Meaningful Quotes. Thoughtful Insights. Helpful Tools.
Advanced Search Options

Quotes about Time

Art is universal. When works of art become classics, it is because they transcend geographical boundaries, racial barriers and time.
— John Kani
Because there is a larger awareness that transcends time and space, an awareness is available after death.
— Henry Reed
Catch, then, O catch the transient hour; Improve each moment as it flies!
— St. Jerome
Of this at least I am certain, that no one has ever died who was not destined to die some time.
— St. Augustine
Therefore God, who made the visible heaven and earth, does not disdain to work visible miracles in heaven or earth, that He may thereby awaken the soul which is immersed in things visible to worship Himself, the Invisible. But the place and time of these miracles are dependent on His unchangeable will, in which things future are ordered as if already they were accomplished.
— St. Augustine
But if any excursive brain rove over the images of forepassed times, and wonder that Thou the God Almighty and All-creating and All-supporting, Maker of heaven and earth, didst for innumerable ages forbear from so great a work, before Thou wouldest make it; let him awake and consider, that he wonders at false conceits. For whence could innumerable ages pass by, which Thou madest not, Thou the Author and Creator of all ages?
— St. Augustine
For if eternity and time are rightly distinguished by this, that time does not exist without some movement and transition, while in eternity there is no change, who does not see that there could have been no time had not some creature been made, which by some motion could give birth to change.
— St. Augustine
And now, Lord, these things are passed by, and time hath assuaged my wound.
— St. Augustine
Times lose no time; nor do they roll idly by; through our senses they work strange operations on the mind. Behold, they went and came day by day, and by coming and going, introduced into my mind other imaginations and other remembrances; and little by little patched me up again with my old kind of delights, unto which that my sorrow gave way.
— St. Augustine
And I confess to Thee, O Lord, that I yet know not what time is, and again I confess unto Thee, O Lord, that I know that I speak this in time, and that having long spoken of time, that very "long" is not long, but by the pause of time. How then know I this, seeing I know not what time is? or is it perchance that I know not how to express what I know?
— St. Augustine
Now the end of life puts the longest life on a par with the shortest. For of two things which have alike ceased to be, the one is not better, the other worse—the one greater, the other less.
— St. Augustine
Passing hence from infancy, I came to boyhood, or rather it came to me, displacing infancy. Nor did that depart,—(for whither went it?)—and yet it was no more.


TASK BRIEF
Please return every line of the records below that contains the word "east".

::::::::

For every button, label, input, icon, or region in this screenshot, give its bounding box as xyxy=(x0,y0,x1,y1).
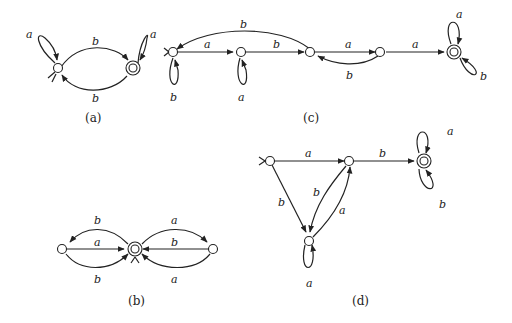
transition-label: a xyxy=(345,38,352,51)
transition-edge xyxy=(313,167,350,237)
transition-label: a xyxy=(171,214,178,227)
transition-edge xyxy=(138,35,148,63)
transition-edge xyxy=(448,22,459,44)
transition-label: a xyxy=(447,125,454,138)
transition-edge xyxy=(62,75,127,90)
state-node xyxy=(58,245,67,254)
transition-label: a xyxy=(26,28,33,41)
transition-label: b xyxy=(346,69,353,82)
caption: (c) xyxy=(303,111,319,125)
transition-label: b xyxy=(94,214,101,227)
transition-label: b xyxy=(240,18,247,31)
transition-label: a xyxy=(150,28,157,41)
diagram-b: b a b a b a (b) xyxy=(58,214,218,308)
transition-edge xyxy=(177,31,310,49)
state-node xyxy=(209,245,218,254)
transition-label: a xyxy=(456,8,463,21)
transition-label: b xyxy=(439,198,446,211)
transition-edge xyxy=(417,132,428,153)
transition-label: b xyxy=(313,186,320,199)
transition-edge xyxy=(460,58,476,75)
transition-label: b xyxy=(278,196,285,209)
transition-edge xyxy=(259,157,265,161)
transition-edge xyxy=(142,254,210,268)
state-node xyxy=(169,48,178,57)
transition-label: b xyxy=(379,147,386,160)
state-node xyxy=(131,245,139,253)
transition-label: b xyxy=(94,273,101,286)
state-node xyxy=(450,48,458,56)
transition-edge xyxy=(238,58,247,84)
state-node xyxy=(306,48,315,57)
transition-label: b xyxy=(92,35,99,48)
caption: (b) xyxy=(128,294,145,308)
transition-edge xyxy=(318,56,378,64)
transition-edge xyxy=(52,74,56,82)
transition-label: a xyxy=(339,204,346,217)
diagram-c: b a b a b a b a a b (c) xyxy=(164,8,487,125)
state-start xyxy=(54,64,63,73)
transition-edge xyxy=(419,169,433,189)
transition-label: b xyxy=(170,91,177,104)
transition-label: b xyxy=(273,38,280,51)
transition-label: a xyxy=(306,277,313,290)
transition-label: a xyxy=(238,91,245,104)
state-node xyxy=(266,157,275,166)
transition-edge xyxy=(131,257,135,263)
state-node xyxy=(345,157,354,166)
diagram-a: a a b b (a) xyxy=(26,28,157,125)
caption: (d) xyxy=(352,294,369,308)
transition-label: a xyxy=(412,38,419,51)
transition-label: a xyxy=(305,147,312,160)
transition-label: b xyxy=(480,70,487,83)
transition-label: a xyxy=(94,236,101,249)
caption: (a) xyxy=(85,111,102,125)
state-node xyxy=(376,48,385,57)
transition-edge xyxy=(135,257,139,263)
state-node xyxy=(305,237,314,246)
diagram-d: a b b b a a a b (d) xyxy=(259,125,454,308)
state-node xyxy=(129,64,137,72)
transition-edge xyxy=(303,245,313,268)
transition-label: a xyxy=(204,38,211,51)
transition-label: b xyxy=(92,92,99,105)
automata-figure: a a b b (a) b a b a b a b a a b (c) xyxy=(0,0,512,323)
transition-edge xyxy=(38,36,57,63)
state-node xyxy=(420,157,428,165)
transition-edge xyxy=(170,58,178,84)
transition-label: b xyxy=(171,236,178,249)
transition-label: a xyxy=(171,273,178,286)
transition-edge xyxy=(66,254,128,268)
transition-edge xyxy=(61,48,128,67)
transition-edge xyxy=(259,161,265,165)
state-node xyxy=(237,48,246,57)
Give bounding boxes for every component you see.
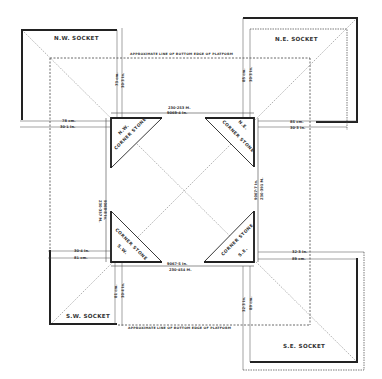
nw-corner-stone: CORNER STONE N.W. [111,117,162,168]
sw-socket-v-imperial: 30·4 In. [121,283,125,298]
north-side-metric: 230·253 M. [168,106,191,110]
platform-note-bottom: APPROXIMATE LINE OF BOTTOM EDGE OF PLATF… [128,326,231,330]
ne-socket-v-imperial: 30·3 In. [249,67,253,82]
sw-corner-stone: CORNER STONE S.W. [111,211,162,262]
sw-socket-h-metric: 81 cm. [74,256,88,260]
nw-socket-h-metric: 78 cm. [62,119,76,123]
se-socket-v-metric: 89 cm. [249,297,253,311]
se-socket: S.E. SOCKET 32·3 In. 89 cm. 32·3 In. 89 … [242,250,364,370]
ne-socket: N.E. SOCKET 85 cm. 30·3 In. 85 cm. 30·3 … [242,18,357,130]
north-side-imperial: 9069·4 In. [167,111,187,115]
south-side-imperial: 9067·5 In. [167,262,187,266]
nw-socket-h-imperial: 30·1 In. [60,125,75,129]
ne-socket-h-metric: 85 cm. [290,120,304,124]
ne-socket-label: N.E. SOCKET [275,36,318,42]
se-socket-v-imperial: 32·3 In. [242,297,246,312]
ne-socket-h-imperial: 30·3 In. [290,126,305,130]
west-side-imperial: 9068·8 In. [103,200,107,220]
nw-socket: N.W. SOCKET 78 cm. 30·1 In. 73 cm. 30·3 … [20,28,125,129]
nw-socket-v-imperial: 30·3 In. [121,73,125,88]
diagonal-lines [22,18,357,362]
east-side-imperial: 9067·7 In. [254,180,258,200]
ne-corner-stone: CORNER STONE N.E. [205,118,255,167]
se-corner-stone: CORNER STONE S.E. [204,211,254,262]
nw-socket-v-metric: 73 cm. [115,73,119,87]
se-socket-h-metric: 89 cm. [292,257,306,261]
sw-socket-label: S.W. SOCKET [66,313,110,319]
se-socket-label: S.E. SOCKET [283,343,325,349]
sw-socket-v-metric: 81 cm. [114,285,118,299]
sw-socket-h-imperial: 30·4 In. [74,249,89,253]
east-side-metric: 230·391 M. [260,177,264,200]
nw-socket-label: N.W. SOCKET [54,35,99,41]
platform-edge-outline [50,58,310,325]
ne-socket-v-metric: 85 cm. [242,69,246,83]
pyramid-base-plan: N.W. SOCKET 78 cm. 30·1 In. 73 cm. 30·3 … [0,0,382,379]
platform-note-top: APPROXIMATE LINE OF BOTTOM EDGE OF PLATF… [130,52,233,56]
se-socket-h-imperial: 32·3 In. [292,250,307,254]
west-side-metric: 230·357 M. [98,200,102,223]
south-side-metric: 230·454 M. [169,268,192,272]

::::::::

RESPONSE TO THIS TASK
east-side-imperial: 9067·7 In. [254,180,258,200]
east-side-metric: 230·391 M. [260,177,264,200]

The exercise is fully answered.